For their part, Chinese companies appear acutely aware of the concerns. “Safety is always an issue, especially when the technology is developing at such a fast pace,” says CNNC’s Xie. “Domestically, we also face challenges in building up our skills and capabilities to operate many different types of reactors.” He points out that CNNC’s performance is benchmarked against standards set out by the World Association of Nuclear Operators and the company ranks above average on all metrics.
Chinese investment in vital UK infrastructure also raises national security questions. British intelligence chiefs are understood to have sought assurance that Beijing will not be able to pull the plug on Chinese-built power stations at times of mounting international tensions. GCHQ, the electronic eavesdropping agency, is reported to have requested access to the computer systems of any Chinese companies involved in building British nuclear infrastructure.
“China has the biggest civil nuclear programme in the world,” says Peter Atherton, an energy analyst at the investment bank Jefferies. “From an economic and technical perspective it doesn’t make sense to exclude them.

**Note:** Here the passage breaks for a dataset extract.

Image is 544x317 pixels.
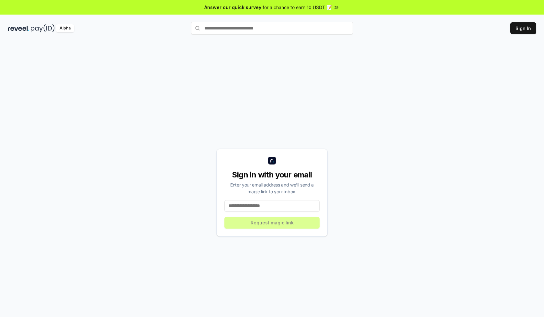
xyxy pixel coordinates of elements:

But we are excluding the Russians, who have the second biggest programme, which is interesting.”
In 2013, the parliamentary intelligence and security committee concluded that the UK had left itself vulnerable to state-sponsored spying by allowing Huawei, the Chinese telecoms company, to become involved in the British telecoms industry. A report produced by MPs said there was a “disconnect between the UK’s inward investment policy and its national security policy”.
The US Congress has described Huawei, which was founded by a former technologist for the Chinese military, Ren Zhengfei, as a threat to “core national security interests”.
Open-door policy
Leonard says there are four main reasons why the UK is more open to Chinese investment than other countries. The first is ideological: the British have a history of being highly suspicious of barriers to free trade. The second is pragmatic: the UK doesn’t have much of a manufacturing industry compared with the likes of Germany and therefore less intellectual property to protect.
The third is political: the current government is interested in injections of investment now while any IP or security issues are likely to be another government’s problem. And the forth is diplomatic: the UK is far less likely to go to war with China than the US. “It is not the Royal Navy that would have to defend Taiwan if the Chinese tried to annex it,” says Leonard.
“Every government has to grapple with weighing the short-term financial gain with the longer-term security and diplomatic risk,” he adds. “These issues are only going to get more prevalent as the Chinese economy continues to transition.”